What is required:
For the data below, restate word for word only the lines from the line containing "The height and width of the screenshot is (433, 980)." through the line containing "Find the location", both ends included.

Available data:
########################################
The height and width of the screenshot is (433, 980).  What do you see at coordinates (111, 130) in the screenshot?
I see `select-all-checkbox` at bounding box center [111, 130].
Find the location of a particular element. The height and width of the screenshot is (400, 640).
########################################
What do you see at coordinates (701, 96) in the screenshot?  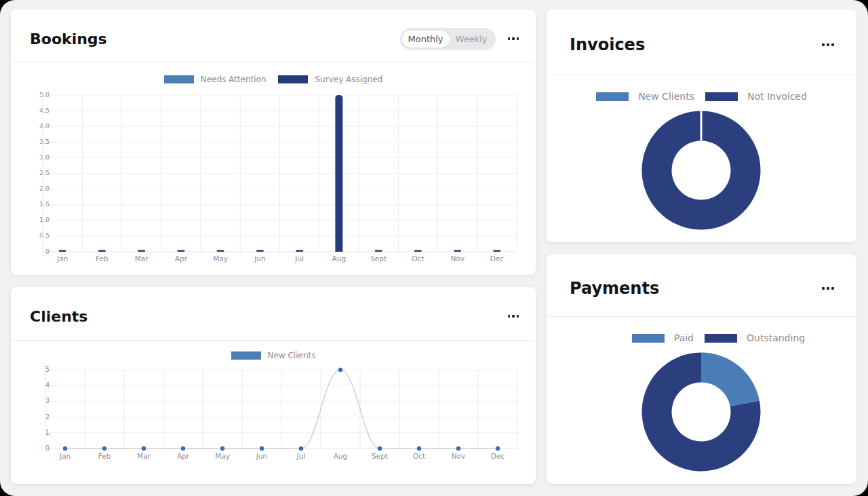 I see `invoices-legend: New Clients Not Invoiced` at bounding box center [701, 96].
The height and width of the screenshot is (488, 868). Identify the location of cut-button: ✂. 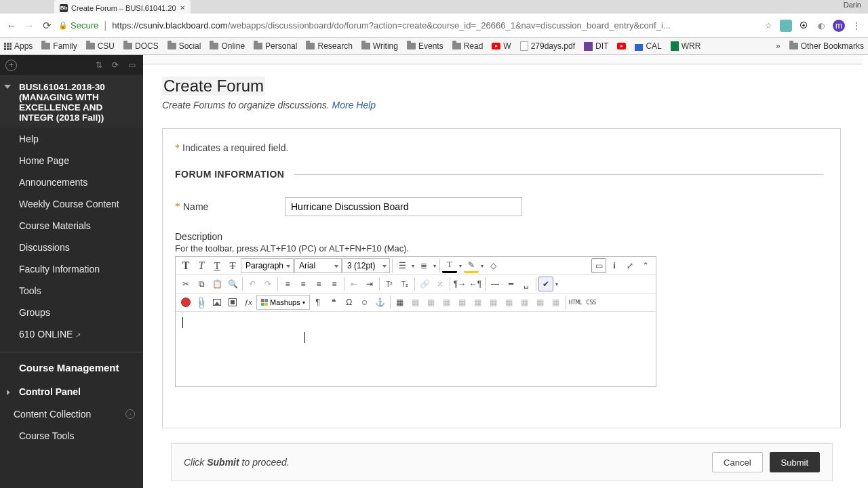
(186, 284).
########################################
Answer section:
The height and width of the screenshot is (433, 980).  What do you see at coordinates (111, 130) in the screenshot?
I see `select-all-checkbox` at bounding box center [111, 130].
Find the location of a particular element. The height and width of the screenshot is (400, 640).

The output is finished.